Whether you go to Yosemite National Park for the sightseeing attractions and poke around for yourself or take the myriad of Yosemite tours offered, you will find that all of the information which is offered about the park, and more specifically about the Native American Indians’ involvement in the area, promotes their history in the area from 1870 onward and begins the Yosemite Valley area’s story at that date when white men first encountered the Miwok Indians. This was highlighted in recently added signs in the park and that’s when some Native American ancestors of the Paiutes tribe began questioning Yosemite officials on their story.

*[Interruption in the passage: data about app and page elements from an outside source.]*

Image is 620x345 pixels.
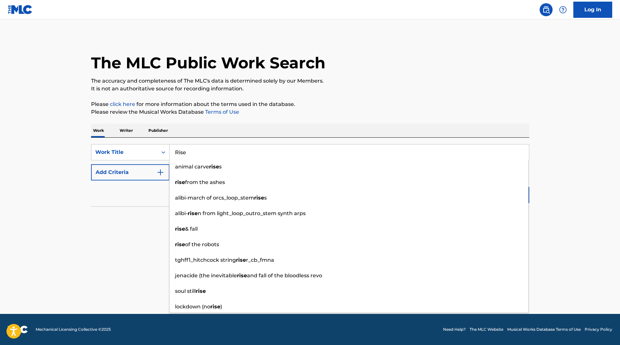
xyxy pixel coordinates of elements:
[175,304,210,310] span: lockdown (no
[185,241,219,248] span: of the robots
[157,169,164,176] img: 9d2ae6d4665cec9f34b9.svg
[91,77,529,85] p: The accuracy and completeness of The MLC's data is determined solely by our Members.
[209,164,219,170] strong: rise
[175,241,185,248] strong: rise
[91,100,529,108] p: Please for more information about the terms used in the database.
[470,327,503,333] a: The MLC Website
[443,327,466,333] a: Need Help?
[147,124,170,137] p: Publisher
[91,164,170,181] button: Add Criteria
[185,226,198,232] span: & fall
[91,144,529,206] form: Search Form
[175,195,254,201] span: alibi-march of orcs_loop_stem
[237,273,247,279] strong: rise
[254,195,264,201] strong: rise
[91,108,529,116] p: Please review the Musical Works Database
[8,326,28,334] img: logo
[219,164,222,170] span: s
[175,288,196,294] span: soul still
[542,6,550,14] img: search
[188,210,198,217] strong: rise
[91,53,325,73] h1: The MLC Public Work Search
[198,210,306,217] span: n from light_loop_outro_stem synth arps
[175,226,185,232] strong: rise
[573,2,612,18] a: Log In
[110,101,135,107] a: click here
[95,148,154,156] div: Work Title
[118,124,135,137] p: Writer
[175,179,185,185] strong: rise
[247,273,322,279] span: and fall of the bloodless revo
[185,179,225,185] span: from the ashes
[264,195,267,201] span: s
[204,109,239,115] a: Terms of Use
[507,327,581,333] a: Musical Works Database Terms of Use
[8,5,33,14] img: MLC Logo
[91,85,529,93] p: It is not an authoritative source for recording information.
[36,327,111,333] span: Mechanical Licensing Collective © 2025
[175,257,236,263] span: tghff1_hitchcock string
[246,257,274,263] span: r_cb_fmna
[175,164,209,170] span: animal carve
[91,124,106,137] p: Work
[175,273,237,279] span: jenacide (the inevitable
[236,257,246,263] strong: rise
[585,327,612,333] a: Privacy Policy
[540,3,553,16] a: Public Search
[175,210,188,217] span: alibi-
[210,304,220,310] strong: rise
[220,304,222,310] span: )
[559,6,567,14] img: help
[557,3,570,16] div: Help
[196,288,206,294] strong: rise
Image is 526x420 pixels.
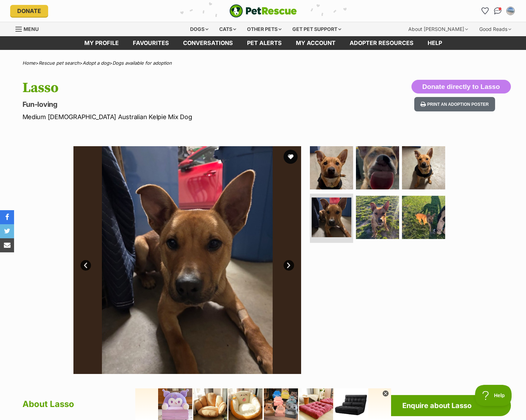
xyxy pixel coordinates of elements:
p: Medium [DEMOGRAPHIC_DATA] Australian Kelpie Mix Dog [22,112,320,122]
img: Photo of Lasso [402,146,445,189]
a: Adopt a dog [82,60,109,65]
a: Help [421,36,449,50]
a: conversations [176,36,240,50]
img: Roanna profile pic [507,7,514,14]
a: Adopter resources [342,36,421,50]
button: favourite [284,150,298,163]
a: Favourites [126,36,176,50]
img: Photo of Lasso [310,146,353,189]
a: Menu [16,22,44,35]
button: My account [505,5,516,16]
a: Next [284,260,294,271]
div: Other pets [242,22,286,36]
div: Cats [214,22,241,36]
a: Favourites [479,5,491,16]
button: Print an adoption poster [414,97,495,111]
p: Fun-loving [22,99,320,109]
ul: Account quick links [479,5,516,16]
img: Photo of Lasso [356,196,399,239]
img: Photo of Lasso [312,197,351,237]
h1: Lasso [22,80,320,96]
a: PetRescue [230,4,297,18]
img: Photo of Lasso [74,146,301,374]
img: chat-41dd97257d64d25036548639549fe6c8038ab92f7586957e7f3b1b290dea8141.svg [494,7,502,14]
a: Dogs available for adoption [113,60,172,65]
div: > > > [5,61,521,65]
h2: About Lasso [22,396,313,412]
a: My account [289,36,342,50]
a: Conversations [492,5,504,16]
span: Menu [24,26,38,32]
img: Photo of Lasso [402,196,445,239]
iframe: Help Scout Beacon - Open [475,385,512,406]
a: Donate [10,5,48,17]
a: My profile [77,36,126,50]
img: Photo of Lasso [356,146,399,189]
a: Prev [80,260,91,271]
button: Donate directly to Lasso [411,80,511,94]
div: Get pet support [288,22,346,36]
a: Rescue pet search [38,60,80,65]
div: Good Reads [474,22,516,36]
a: Enquire about Lasso [363,395,511,416]
div: About [PERSON_NAME] [403,22,473,36]
a: Home [22,60,36,65]
a: Pet alerts [240,36,289,50]
div: Dogs [185,22,213,36]
img: logo-e224e6f780fb5917bec1dbf3a21bbac754714ae5b6737aabdf751b685950b380.svg [230,4,297,18]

The Paiutes ancestors are up-in-arms over Yosemite’s choice to rewrite history and promote falsehoods for the convenience of doing so. It turns out that Yosemite officials had met with the Mariposa County’s American Indian Council regarding the American Indian history in the Yosemite area. The problem was that some of the member on that council were descendants of the Miwoks and had incentive to promote their own claim to the Yosemite Valley and reinterpret events and dates to accommodate their interests.

Yosemite National Park officials had originally considered beginning the American Indian cultural interpretation program for the park in advance of 1851, before that first encounter with white men and Indians. But the Miwok Indian ancestors on the council succeeded in convincing Yosemite officials to reinterpret events and dates to begin the history of the Yosemite Valley at 1870 which would highlight their own ancestry. This then omits from history the first actual meeting nineteen years earlier between the white man and the Yosemite Indians, the Paiutes.

The Paiutes have a legitimate claim to predating the Miwoks in the area and the rock art in the Great Basin confirms this suggestion. Possibly the best evidence of there being an earlier Indian tribe than the Miwok would be the fact that the very name “Yosemite” is the Miwok word for “they are killers”, which referred to the Indians in the Yosemite Valley which they feared. It is suggested by the Paiutes that the Yosemite officials and the Miwoks don’t wish to acknowledge history prior to 1870 because there were bloody battles waged between the Indian tribes, as well as with white men who had come into the area to mine for gold. But the reality is that the truth about Yosemite’s history is much more complex, goes much further back in time, and the details are far different than what is being offered by Yosemite National Park on its origins than what they’re choosing to acknowledge on signs there or what you might hear being perpetuated on all Yosemite tours.